Monday, December 22, 2008

A PDC the Easy Way

My friend Tommy from Burma has been trying to set up Ubuntu 8.04 as a PDC. He's following an e-book he got, and the thing is killing him (and by proxy, me). I want him to follow this advice: download eBox 0.12.1, install it, log into the web admin page, and turn on file sharing with PDC (and roaming profiles if you want that). Add the users, and you'll be done. That was easy, wasn't it?

The eBox install disk weighs in a 560MB and is based on Ubuntu 8.04. In fact, The install is in two parts. The base Ubuntu system is installed, the system reboots, and the rest of the eBox system is installed. This kind of reminds me of the old, two-stage Debian install. Everything is on the disk so you don't need network access if you can't get hooked up.
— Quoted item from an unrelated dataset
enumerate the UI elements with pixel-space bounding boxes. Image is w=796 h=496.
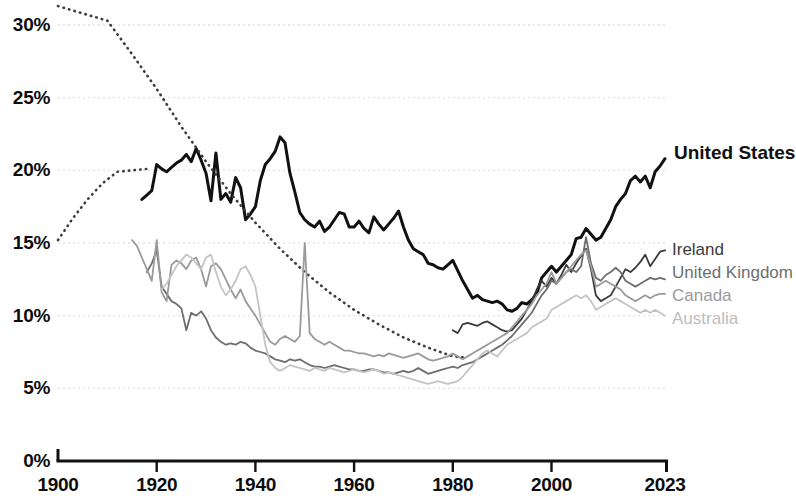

In addition to Samba, eBox has an LDAP server. That means that eBox can serve as a bridge while you start a migration from Windows to another oprating system. Since I've never seen an easy LDAP installation, eBox seems the way to do that.

If you want a cut-down version of eBox, it can operate as a firewall and VPN system, too. Each of the modules can be deactivated or removed to trim the system down.

Still not convinced? There's a web server with user shares, a mail server with quotas, a Jabber server, a DHCP server, a print server, and a proxy server with Dansguardian.

If you are one of the few small businesses which doesn't have an actual server yet, consider using eBox.

Is it brain-dead easy? No. You'll need just as much know-how to set this up as you would getting a Windows Server PDC going and secure. Once eBox is going, you should be good for the next four years. There are no client licenses to buy or limitations on number of connections, either.

Consider it, eh, Tommy? Save me some headaches.